The Voice of Those Left Behind
Originally written in Italian for Stratagemmi. Link to the original article
In mapping the contours of this fifth edition of FringeMi, a recurring thread emerges across the festival’s official programme: the artist staging themselves. Most of the works use the first person, bringing the performer’s biographical identity onto the stage and dissecting the mental constructions that surround it. This is not a new device in contemporary performance, but one that continues to evolve. What remains compelling about this approach is its attempt to anchor itself firmly in real experience, rejecting fiction and the appropriation of other identities.

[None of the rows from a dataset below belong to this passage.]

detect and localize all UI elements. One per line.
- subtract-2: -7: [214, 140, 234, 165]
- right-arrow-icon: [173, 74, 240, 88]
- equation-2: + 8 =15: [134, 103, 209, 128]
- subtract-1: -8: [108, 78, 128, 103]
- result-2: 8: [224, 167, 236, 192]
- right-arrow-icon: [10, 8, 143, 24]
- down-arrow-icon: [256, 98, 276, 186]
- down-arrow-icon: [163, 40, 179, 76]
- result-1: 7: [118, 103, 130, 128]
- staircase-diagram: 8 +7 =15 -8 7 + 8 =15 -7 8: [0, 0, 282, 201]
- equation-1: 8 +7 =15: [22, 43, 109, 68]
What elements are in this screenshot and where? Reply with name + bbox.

In stark counterpoint stands Francesca Astrei’s Mi manca Van Gogh, winner of the 2023 Milan Fringe. While retaining the same drive towards a focused investigation of contemporary issues, Astrei distinguishes her work through a decisive shift of perspective: she chooses to tell the story of another. The dramaturgy is developed from a recent real-life case.
In the performance, the visit of a chaotic and unruly group to a museum hall becomes the pretext for an incursion into the memories of a young tour guide, played by Astrei and the only presence on stage. Her commentary on a painting by Van Gogh unfolds into a stream of consciousness, through which she draws a parallel between the life of the Dutch painter and that of her university friend Michela. Both, to quote Antonin Artaud, are suicidés de la société: rejected and suffocated by society until driven towards death. After her ex-boyfriend shared an intimate video of them online, Michela chose suicide in order to escape humiliation and public exposure.

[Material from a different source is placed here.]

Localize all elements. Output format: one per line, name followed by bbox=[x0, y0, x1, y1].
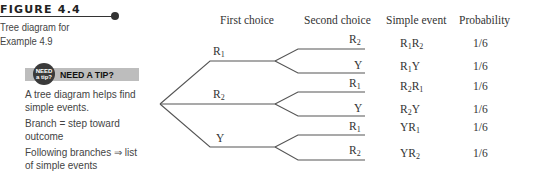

This painful story is mediated through the perspective of Astrei’s unnamed character. After all, it is the survivors who are left to testify, to face unresolved questions and to live with a suffocating sense of powerlessness. The dark, empty Spazio Polline, located underground next to the turnstiles of Villapizzone station, provides an ideal setting. In this stripped-down space, Astrei’s voice guides the audience’s imagination, evoking places, objects and people through language alone. The honesty and organic quality of her performance generate a deep sense of empathy and emotional proximity.
Particularly effective is the constant shift between comic and tragic registers. These two modes are set side by side and sometimes interwoven, producing a fragmented discourse full of tension and interruptions. This oscillation becomes a metaphor for everyday life itself, which rarely leaves room for the expression of pain and yet demands a response even when we no longer have the strength to give one. From suicide to revenge porn, from social pressure to the paralysis caused by death, the performance emerges as an intimate, delicate and deeply contemporary work.